Original illustration by PestControlBasics.com. Use anatomical labels above to confirm your identification. For photo references, see the identification section below.
Why They're In Your Home
House crickets and field crickets are primarily outdoor insects. Indoor infestations are driven by three factors: white exterior lighting that attracts them at night, ground-level entry points, and moist basements that let them survive and breed inside. In late summer populations peak and they start seeking warmth — the same pressure driving stink bugs inside.

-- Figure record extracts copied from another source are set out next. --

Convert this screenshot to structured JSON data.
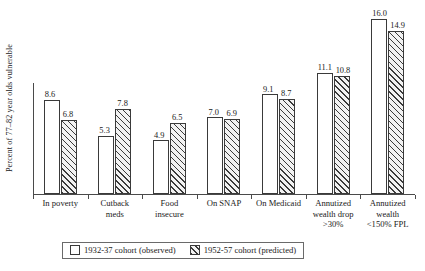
{
  "chart_data": {
    "type": "bar",
    "title": "",
    "xlabel": "",
    "ylabel": "Percent of 77–82 year olds vulnerable",
    "ylim": [
      0,
      17.5
    ],
    "grid": false,
    "legend_position": "bottom",
    "categories": [
      "In poverty",
      "Cutback meds",
      "Food insecure",
      "On SNAP",
      "On Medicaid",
      "Annutized wealth drop >30%",
      "Annutized wealth <150% FPL"
    ],
    "category_lines": [
      [
        "In poverty"
      ],
      [
        "Cutback",
        "meds"
      ],
      [
        "Food",
        "insecure"
      ],
      [
        "On SNAP"
      ],
      [
        "On Medicaid"
      ],
      [
        "Annutized",
        "wealth drop",
        ">30%"
      ],
      [
        "Annutized",
        "wealth",
        "<150% FPL"
      ]
    ],
    "series": [
      {
        "name": "1932-37 cohort (observed)",
        "style": "open",
        "values": [
          8.6,
          5.3,
          4.9,
          7.0,
          9.1,
          11.1,
          16.0
        ],
        "labels": [
          "8.6",
          "5.3",
          "4.9",
          "7.0",
          "9.1",
          "11.1",
          "16.0"
        ]
      },
      {
        "name": "1952-57 cohort (predicted)",
        "style": "hatched",
        "values": [
          6.8,
          7.8,
          6.5,
          6.9,
          8.7,
          10.8,
          14.9
        ],
        "labels": [
          "6.8",
          "7.8",
          "6.5",
          "6.9",
          "8.7",
          "10.8",
          "14.9"
        ]
      }
    ]
  },
  "legend": {
    "items": [
      {
        "label": "1932-37 cohort (observed)",
        "swatch": "open-square-swatch"
      },
      {
        "label": "1952-57 cohort (predicted)",
        "swatch": "hatched-square-swatch"
      }
    ]
  }
}
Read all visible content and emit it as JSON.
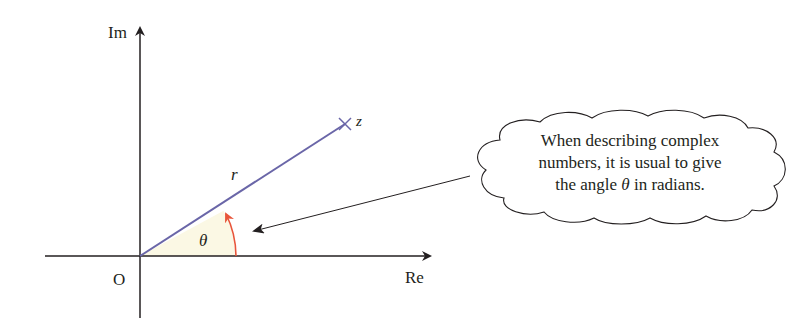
{
  "diagram": {
    "axes": {
      "imaginary_label": "Im",
      "real_label": "Re",
      "origin_label": "O"
    },
    "point": {
      "label": "z",
      "marker": "cross"
    },
    "modulus_label": "r",
    "angle_label": "θ",
    "colors": {
      "axes": "#231f20",
      "radius_line": "#6a66a8",
      "angle_arc": "#e8553a",
      "sector_fill": "#fbf8e4",
      "text": "#231f20"
    },
    "callout": {
      "line1": "When describing complex",
      "line2": "numbers, it is usual to give",
      "line3_prefix": "the angle ",
      "line3_symbol": "θ",
      "line3_suffix": " in radians."
    }
  }
}
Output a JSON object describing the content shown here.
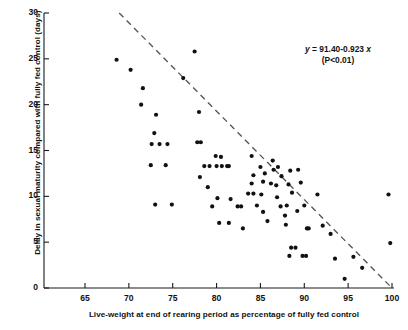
{
  "chart_data": {
    "type": "scatter",
    "title": "",
    "xlabel": "Live-weight at end of rearing period as percentage of fully fed control",
    "ylabel": "Delay in sexual maturity compared with fully fed control (days)",
    "xlim": [
      65,
      100
    ],
    "ylim": [
      0,
      30
    ],
    "xticks": [
      65,
      70,
      75,
      80,
      85,
      90,
      95,
      100
    ],
    "yticks": [
      0,
      5,
      10,
      15,
      20,
      25,
      30
    ],
    "grid": false,
    "legend": null,
    "annotation": {
      "equation": "y = 91.40-0.923x",
      "significance": "(P<0.01)",
      "intercept": 91.4,
      "slope": -0.923
    },
    "fit_line": {
      "style": "dashed",
      "color": "#555555",
      "x_start": 68.9,
      "y_start": 30.0,
      "x_end": 100.0,
      "y_end": 0.0
    },
    "marker": {
      "shape": "circle",
      "color": "#111111",
      "size_px": 4.1
    },
    "points": [
      [
        68.6,
        24.9
      ],
      [
        70.2,
        23.8
      ],
      [
        71.6,
        21.8
      ],
      [
        71.4,
        20.0
      ],
      [
        73.1,
        18.9
      ],
      [
        72.9,
        16.9
      ],
      [
        72.6,
        15.7
      ],
      [
        73.5,
        15.7
      ],
      [
        74.4,
        15.7
      ],
      [
        72.5,
        13.4
      ],
      [
        74.2,
        13.4
      ],
      [
        73.0,
        9.1
      ],
      [
        74.9,
        9.1
      ],
      [
        77.5,
        25.8
      ],
      [
        76.2,
        22.9
      ],
      [
        78.0,
        19.2
      ],
      [
        77.8,
        15.9
      ],
      [
        78.2,
        15.9
      ],
      [
        79.9,
        14.4
      ],
      [
        80.5,
        14.3
      ],
      [
        78.6,
        13.3
      ],
      [
        79.2,
        13.3
      ],
      [
        80.0,
        13.3
      ],
      [
        80.6,
        13.3
      ],
      [
        81.2,
        13.3
      ],
      [
        81.4,
        13.3
      ],
      [
        78.1,
        12.1
      ],
      [
        79.0,
        11.0
      ],
      [
        80.1,
        9.8
      ],
      [
        81.6,
        9.7
      ],
      [
        79.5,
        8.9
      ],
      [
        82.4,
        8.9
      ],
      [
        82.8,
        8.9
      ],
      [
        80.3,
        7.1
      ],
      [
        81.4,
        7.1
      ],
      [
        83.0,
        6.5
      ],
      [
        84.0,
        14.4
      ],
      [
        84.2,
        12.3
      ],
      [
        84.0,
        11.4
      ],
      [
        83.6,
        10.3
      ],
      [
        84.2,
        10.3
      ],
      [
        85.1,
        10.2
      ],
      [
        85.0,
        13.2
      ],
      [
        85.5,
        12.5
      ],
      [
        85.3,
        11.6
      ],
      [
        84.6,
        9.0
      ],
      [
        85.3,
        8.3
      ],
      [
        85.8,
        7.3
      ],
      [
        86.4,
        13.9
      ],
      [
        86.5,
        12.9
      ],
      [
        86.2,
        11.4
      ],
      [
        86.8,
        11.2
      ],
      [
        87.0,
        13.2
      ],
      [
        87.4,
        12.2
      ],
      [
        86.9,
        9.9
      ],
      [
        87.3,
        8.9
      ],
      [
        87.8,
        7.9
      ],
      [
        87.9,
        6.9
      ],
      [
        88.4,
        12.8
      ],
      [
        88.2,
        11.3
      ],
      [
        88.6,
        10.4
      ],
      [
        88.0,
        9.0
      ],
      [
        88.5,
        4.4
      ],
      [
        89.0,
        4.4
      ],
      [
        88.3,
        3.5
      ],
      [
        89.3,
        12.9
      ],
      [
        89.6,
        11.5
      ],
      [
        89.2,
        8.4
      ],
      [
        90.0,
        9.0
      ],
      [
        90.3,
        6.5
      ],
      [
        90.5,
        6.5
      ],
      [
        89.8,
        3.5
      ],
      [
        90.2,
        3.5
      ],
      [
        91.5,
        10.2
      ],
      [
        92.1,
        6.8
      ],
      [
        93.0,
        5.9
      ],
      [
        93.5,
        3.2
      ],
      [
        94.6,
        1.0
      ],
      [
        95.6,
        3.4
      ],
      [
        96.6,
        2.2
      ],
      [
        99.6,
        10.2
      ],
      [
        99.8,
        4.9
      ]
    ]
  }
}
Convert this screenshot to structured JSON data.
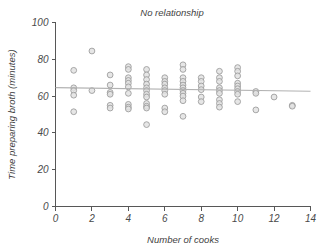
{
  "chart_data": {
    "type": "scatter",
    "title": "No relationship",
    "xlabel": "Number of cooks",
    "ylabel": "Time preparing broth (minutes)",
    "xlim": [
      0,
      14
    ],
    "ylim": [
      0,
      100
    ],
    "xticks": [
      0,
      2,
      4,
      6,
      8,
      10,
      12,
      14
    ],
    "yticks": [
      0,
      20,
      40,
      60,
      80,
      100
    ],
    "xtick_labels": [
      "0",
      "2",
      "4",
      "6",
      "8",
      "10",
      "12",
      "14"
    ],
    "ytick_labels": [
      "0",
      "20",
      "40",
      "60",
      "80",
      "100"
    ],
    "grid": false,
    "legend": "none",
    "marker_style": "open-circle",
    "marker_fill_color": "#e2e2e2",
    "marker_edge_color": "#9a9a9a",
    "trend_line": {
      "label": "regression-line",
      "color": "#b2b2b2",
      "x": [
        0.0,
        14.0
      ],
      "y": [
        64.6,
        62.6
      ],
      "slope": -0.143,
      "intercept": 64.6
    },
    "points": [
      {
        "x": 1,
        "y": 74.0
      },
      {
        "x": 1,
        "y": 64.5
      },
      {
        "x": 1,
        "y": 63.0
      },
      {
        "x": 1,
        "y": 60.5
      },
      {
        "x": 1,
        "y": 51.5
      },
      {
        "x": 2,
        "y": 84.5
      },
      {
        "x": 2,
        "y": 63.0
      },
      {
        "x": 3,
        "y": 71.5
      },
      {
        "x": 3,
        "y": 66.0
      },
      {
        "x": 3,
        "y": 62.0
      },
      {
        "x": 3,
        "y": 61.0
      },
      {
        "x": 3,
        "y": 55.0
      },
      {
        "x": 3,
        "y": 53.5
      },
      {
        "x": 4,
        "y": 76.0
      },
      {
        "x": 4,
        "y": 74.5
      },
      {
        "x": 4,
        "y": 70.0
      },
      {
        "x": 4,
        "y": 68.5
      },
      {
        "x": 4,
        "y": 67.0
      },
      {
        "x": 4,
        "y": 65.0
      },
      {
        "x": 4,
        "y": 61.5
      },
      {
        "x": 4,
        "y": 55.5
      },
      {
        "x": 4,
        "y": 54.0
      },
      {
        "x": 4,
        "y": 53.0
      },
      {
        "x": 5,
        "y": 74.5
      },
      {
        "x": 5,
        "y": 71.5
      },
      {
        "x": 5,
        "y": 69.0
      },
      {
        "x": 5,
        "y": 66.5
      },
      {
        "x": 5,
        "y": 64.5
      },
      {
        "x": 5,
        "y": 63.0
      },
      {
        "x": 5,
        "y": 61.0
      },
      {
        "x": 5,
        "y": 59.5
      },
      {
        "x": 5,
        "y": 56.0
      },
      {
        "x": 5,
        "y": 54.5
      },
      {
        "x": 5,
        "y": 53.5
      },
      {
        "x": 5,
        "y": 44.5
      },
      {
        "x": 6,
        "y": 70.0
      },
      {
        "x": 6,
        "y": 68.0
      },
      {
        "x": 6,
        "y": 66.5
      },
      {
        "x": 6,
        "y": 64.5
      },
      {
        "x": 6,
        "y": 63.0
      },
      {
        "x": 6,
        "y": 61.0
      },
      {
        "x": 6,
        "y": 53.5
      },
      {
        "x": 6,
        "y": 51.5
      },
      {
        "x": 7,
        "y": 77.0
      },
      {
        "x": 7,
        "y": 74.5
      },
      {
        "x": 7,
        "y": 70.0
      },
      {
        "x": 7,
        "y": 68.0
      },
      {
        "x": 7,
        "y": 66.0
      },
      {
        "x": 7,
        "y": 64.5
      },
      {
        "x": 7,
        "y": 63.0
      },
      {
        "x": 7,
        "y": 61.5
      },
      {
        "x": 7,
        "y": 60.0
      },
      {
        "x": 7,
        "y": 57.5
      },
      {
        "x": 7,
        "y": 49.0
      },
      {
        "x": 8,
        "y": 70.0
      },
      {
        "x": 8,
        "y": 68.0
      },
      {
        "x": 8,
        "y": 65.5
      },
      {
        "x": 8,
        "y": 63.5
      },
      {
        "x": 8,
        "y": 59.5
      },
      {
        "x": 8,
        "y": 57.0
      },
      {
        "x": 9,
        "y": 73.5
      },
      {
        "x": 9,
        "y": 70.0
      },
      {
        "x": 9,
        "y": 68.0
      },
      {
        "x": 9,
        "y": 64.5
      },
      {
        "x": 9,
        "y": 63.0
      },
      {
        "x": 9,
        "y": 61.5
      },
      {
        "x": 9,
        "y": 58.0
      },
      {
        "x": 9,
        "y": 56.0
      },
      {
        "x": 9,
        "y": 54.0
      },
      {
        "x": 10,
        "y": 75.5
      },
      {
        "x": 10,
        "y": 73.5
      },
      {
        "x": 10,
        "y": 71.0
      },
      {
        "x": 10,
        "y": 67.0
      },
      {
        "x": 10,
        "y": 65.5
      },
      {
        "x": 10,
        "y": 64.0
      },
      {
        "x": 10,
        "y": 62.5
      },
      {
        "x": 10,
        "y": 61.0
      },
      {
        "x": 10,
        "y": 57.0
      },
      {
        "x": 11,
        "y": 62.5
      },
      {
        "x": 11,
        "y": 61.5
      },
      {
        "x": 11,
        "y": 52.5
      },
      {
        "x": 12,
        "y": 59.5
      },
      {
        "x": 13,
        "y": 55.0
      },
      {
        "x": 13,
        "y": 54.5
      }
    ]
  }
}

Exterior white lights are the single biggest cricket attractor. Replacing porch lights with yellow LED bulbs (2700K) or motion-activated lights can reduce indoor cricket pressure by 60–80% with no chemical treatment at all. This is step one.
Control Protocol
The Breeding Site Is Always the Drain
Drain flies lay eggs in gelatinous organic biofilm coating drain pipes. This builds in any infrequently used drain: floor drains in basements, laundry room drains, bathroom drains used rarely, and the overflow hole near the top of bathroom sinks. Spraying them with insecticide leaves the breeding site intact — new adults emerge from larvae within days.
Place clear tape (sticky side down) over suspect drains before bed. If drain flies are breeding there, you'll find adults stuck to the tape by morning. Test every drain in the home, including floor drains and HVAC condensate lines. Identify all breeding drains before treating.
Treatment — What Works and What Doesn't
What works: Enzymatic drain cleaner (Invade Bio Drain, Green Gobbler). These contain bacteria and enzymes that digest the biofilm drain flies breed in. Pour down each affected drain, let sit overnight, repeat 5–7 nights.
What doesn't work: Bleach. It kills on contact but doesn't dissolve or remove biofilm — it washes past without cleaning. Drain fly breeding resumes within days.
Physical scrubbing first: Use a flexible drain brush to break up the P-trap buildup before applying enzymatic cleaner. Physical disruption plus enzymatic treatment resolves most infestations in 1–2 weeks.
The overflow drain: The small hole near the top of bathroom sink basins connects to the main drain and is rarely cleaned. Treat it specifically — it's one of the most-missed breeding sites.
Floor drains: Pour 1 gallon of water down infrequently used floor drains weekly to maintain the P-trap water seal and block drain fly access from the sewer.
Why They Invade — The Rain Trigger
Millipedes eat decaying organic matter in moist soil and mulch. When soil becomes waterlogged after heavy rain, they migrate upward and outward seeking drier ground — toward your foundation. They die within 24–48 hours indoors because low humidity kills them. The invasion is self-limiting, but the outdoor population remains and will repeat with each heavy rain until habitat is reduced.
Both have many legs. Key differences: millipedes have 2 pairs of legs per body segment and move slowly — they curl into a ball when threatened. Centipedes have 1 pair per segment, move very fast, and can bite. The fast one darting across your bathroom floor is a centipede (beneficial predator). The slow curling one is a millipede (harmless detritivore).
Control Strategy
Indoor millipedes: Sweep or vacuum — they die quickly anyway. No indoor chemical treatment needed. Some large species secrete a mild defensive chemical when threatened (hydrogen cyanide compounds) — wash hands after handling, keep away from eyes.
The 18-inch foundation clearance zone — either bare soil or gravel instead of mulch — is the single most effective long-term millipede (and earwig) prevention measure. It also helps with carpenter ants, boxelder bugs, and stink bugs. One change reduces pressure from multiple pest species simultaneously.